Will Gaona of the American Civil Liberties Union said prosecutors are using that provision to deter people from even thinking about trying to get their property back.
He read lawmakers a letter a Pinal County prosecutor sent to a defense lawyer who was raising the issue of the legality of a clientβs seized property. That prosecu- tor, Gaona said, wrote that he always asks judges to award fees as a method of increasing the financial risk for people who choose to fight.
βThe government shouldnβt be able to threaten people with attorneysβ fees to keep people out of court,β Gaona said.
HB 2477 also would eliminate a provision that now precludes property owners from saying that some of the evidence prosecutors are using should not be considered because it was illegally obtained. That right to suppression now exists only in criminal cases.
But under current law, prosecutors can use evidence that is inadmissible in criminal cases in trying to take someoneβs property.
Rep. David Stringer, R-Prescott, questioned whether the changes go far enough.
He asked why the state should be able to take property at all without first getting a criminal conviction, something that requires showing beyond a reasonable doubt that the person is guilty of an offense.
Farnsworth said the problem is that no one knows whether police and prosecutors are abusing the law.
Nor are there any statistics about how many times property is seized and there is no criminal conviction or no one was even charged with a crime.
HB 2477 would require an accounting of all seizures, whether there was a criminal conviction, whether the owner sued, whether that person had a lawyer and what ultimately happened.
Farnsworth said once lawmakers have that information, they will be better able to tell if further changes are necessary.
βWe donβt want to harm law enforcement in the name of going too far,β he said.
βBut law enforcement isnβt my primary concern,β Farnsworth continued. βProtection of citizens against law enforcement that may be doing things that theyβre not supposed to do, thatβs my primary concern.β
So far, prosecutors have not opposed the changes. Where they are balking is on losing their ability to decide how to spend the dollars gained from forfeitures, and handing the final decision to county supervisors.
Deputy Pima County Attorney Kathleen Mayer said that βinjects needless politics into this process.β
βSometimes there are conflicts between a county attorney and the Board of Supervisors,β she said. Mayer wants to know what will happen if the supervisors deny what prosecutors believe is βa perfectly legal request.β
Aimee Rigler of the Arizona Free Enterprise Club said the spending canβt be left to police and prosecutors.

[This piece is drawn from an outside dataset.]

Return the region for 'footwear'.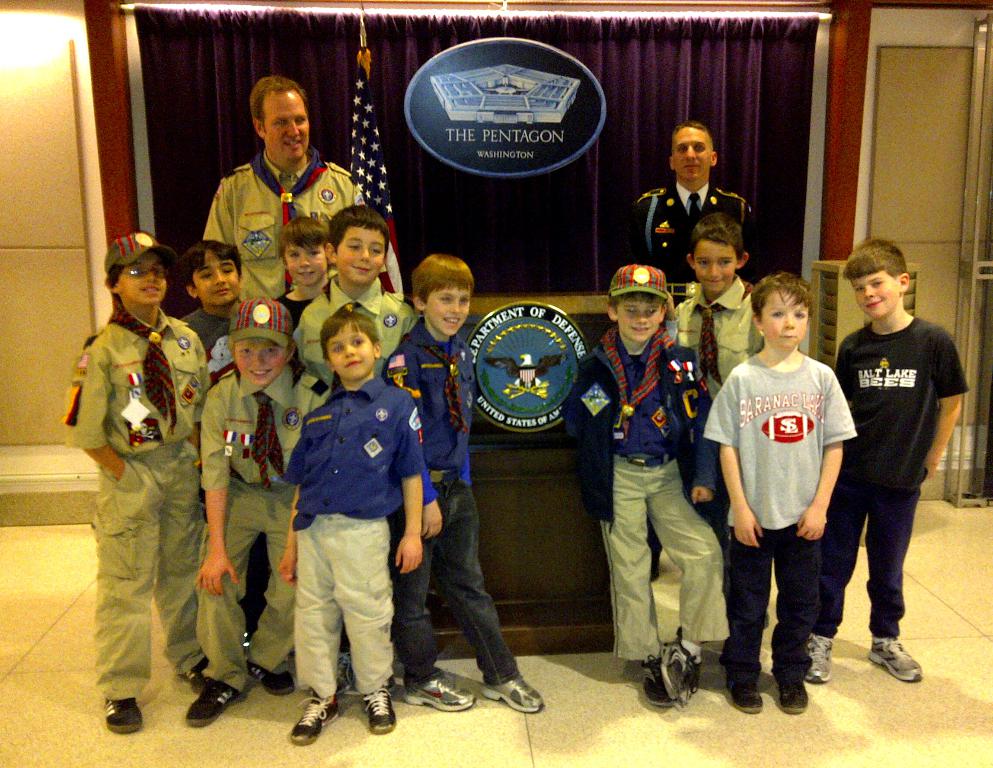
{"x1": 180, "y1": 682, "x2": 244, "y2": 727}.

She cited a mailing by Paul Babeu, paid for with civil forfeiture dollars, when he was Pinal County sheriff. It went out to voters about six months before the GOP congressional primary race in which he was running.
Rigler said while it βlooks like electioneering,β it probably fits within whatβs allowed under existing laws, though she questioned whether it would have been allowed had Babeu needed to get permission of supervisors for the expenditure.
Then thereβs the criminal conviction of Christopher Radtke, the former chief deputy for the Pima County Sheriffβs Department. Radtke recently pleaded guilty to misdemeanor charges after being accused in a federal indictment of misusing roughly $500,000 that had been seized from criminals.
Thereβs a lot of seized money out there.
Paul Avelar of the Institute for Justice told lawmakers that police and prosecutors have collected more than $485 million in seized assets since 2000 and are sitting on about $66 million right now.